Milton’s roommate, Robbie, seemed to be the one person immune to Milton’s charms. He was quiet and kept to himself, leaving the room whenever we were hanging out in there even though Milton always made an effort to include him in the conversation. Milton said at first he’d worried that Robbie was freaked out by having a gay roommate, but he’d realized he was just pretty solitary.

Gretchen’s roommate, on the other hand, was the opposite. She was aggressively cheerful and always wanted to talk to anyone that Gretchen brought to their room. She had frizzy red hair that she straightened religiously, but she always missed a spot in the back, like she was waging an epic, unwinnable battle against a part of herself.

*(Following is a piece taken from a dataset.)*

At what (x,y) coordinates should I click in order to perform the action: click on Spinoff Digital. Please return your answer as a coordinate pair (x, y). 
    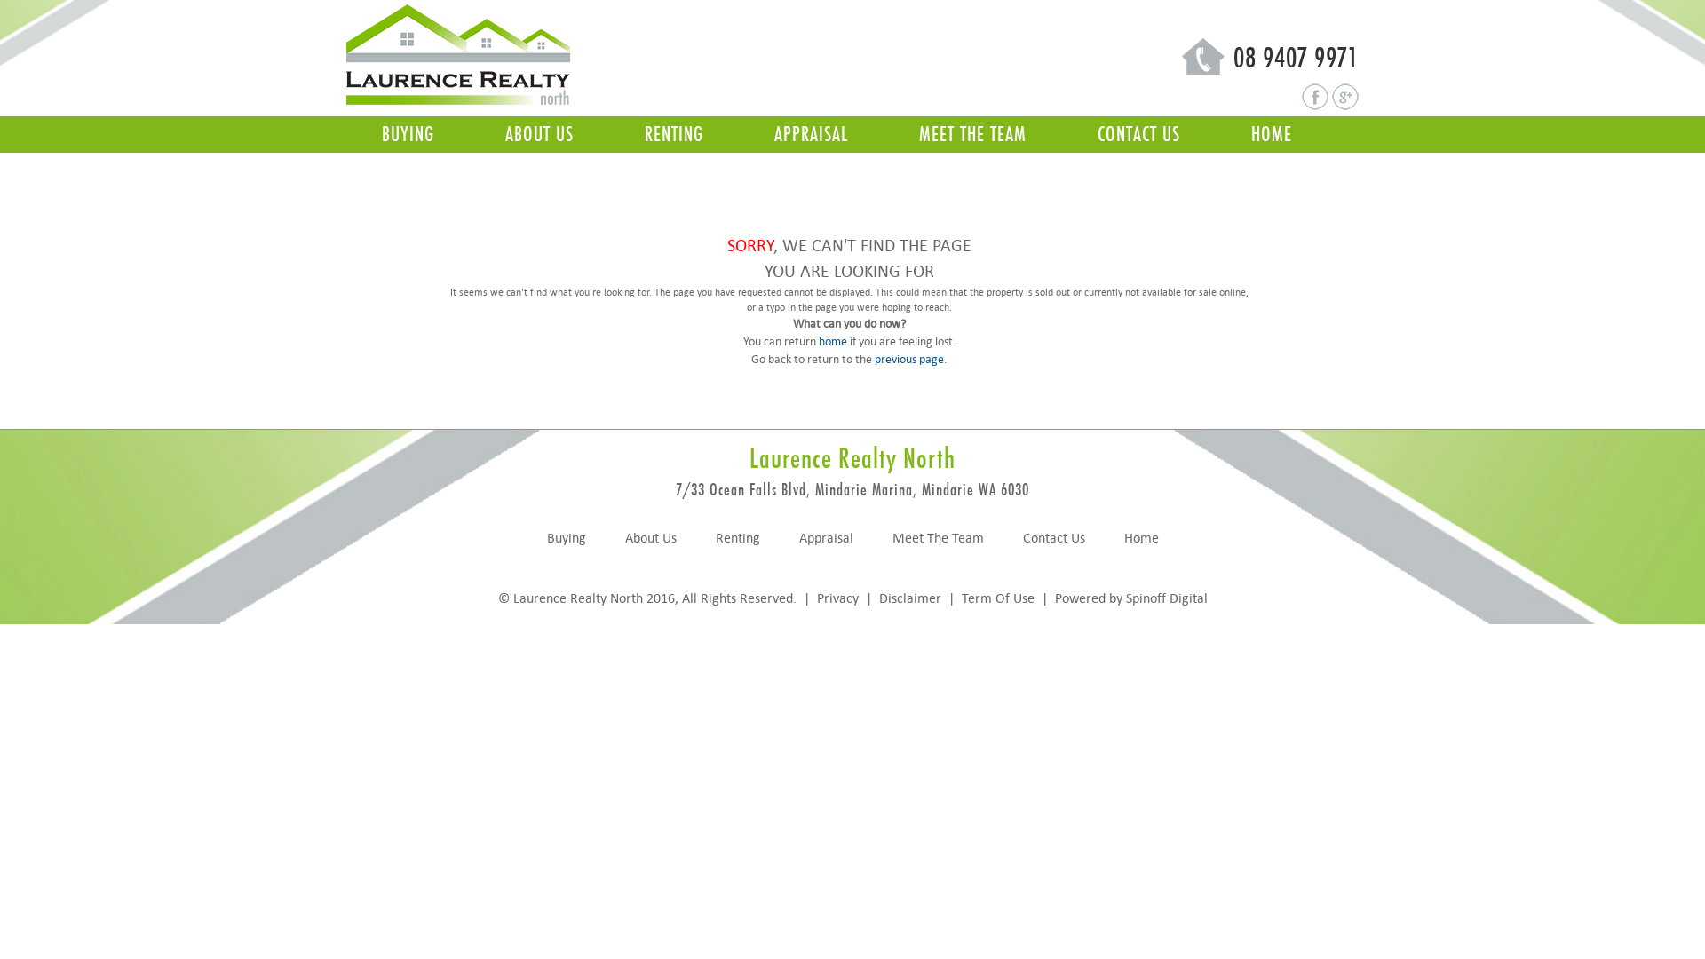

Within the first month of school, she had already joined something like ten clubs and was always encouraging Gretchen to come to this meeting or that event with her. Gretchen was basically a saint, but even she couldn’t keep her cool with Megan all the time. Thomas started calling her Megan-with-no-H because he said she was like the inverse of Meghan from Felicity. Then, so she wouldn’t know we were talking about her, we shortened it to No-H.

Sometimes, No-H would launch into cheery, interminable monologues and Gretchen would silently gather up her study materials and slink into the common room. If it was occupied, she’d come to my room, sink to the floor next to my bed—Gretchen loved sitting on the floor and had the kind of excellent posture that made it look like she sat on a throne even when wearing sweats on our dorm carpet—take deep, centering breaths in an attempt to cleanse herself of the static of No-H, and then work in total silence for hours, seemingly undistracted by either my sighs at my work or Charles’ clumsy entrances, exits, and muttering at his computer.

After I’d gotten the job at Mug Shots, Gretchen had started coming and doing her work there when No-H was driving her particularly up the wall, and I’d slip her coffees that people sent back or that went unclaimed at the counter.

Gretchen was from just outside Ithaca and was really close with her huge extended family, so she’d had a lot of experience blocking out noise and chaos. That No-H was able to get to her even though that was a true testament to her level of irritation. Gretchen had tons of stories featuring a zillion different cousins, aunts, uncles, and second-somethings-twice-removed that sounded idyllic and chaotic, like scenes from a movie.

Family reunions in parks where picnic tables full of food got eaten by dogs or doused in flash floods. Christmas Eves when all of the siblings and cousins slept jumbled together in living rooms, attics, and basements of various houses and opened metric tons of presents all at once. Birthday parties shared with three other people that sprawled over backyard fields and lasted late into the night.

Thomas’ stories were rambling and often featured his twin brother, Andy. They sounded inseparable. Thomas even narrated in the first person plural. They had only gone to different colleges because, after a guidance counselor told their parents she thought they were overly dependent on one another, their parents had said they’d only pay for school if they went along with it. Neither Thomas nor Andy had really spoken to their parents since then. They chatted and texted constantly throughout the day and played video games online together at night with a group of friends they’d been playing with for years.

Charles didn’t really tell stories so much as give disquisitions on various topics that sometimes included how he’d learned about them. So, I found out that he knew so much about computers because he built one as part of a school project, taken under the wing of a particularly zealous teacher, scavenging the parts from a computer lab graveyard of tech going back to the seventies in the basement of the school. (This was also the moment when I started to think that maybe when Charles said he went to “a good high school” that he actually meant some kind of super-genius school for science and technology.)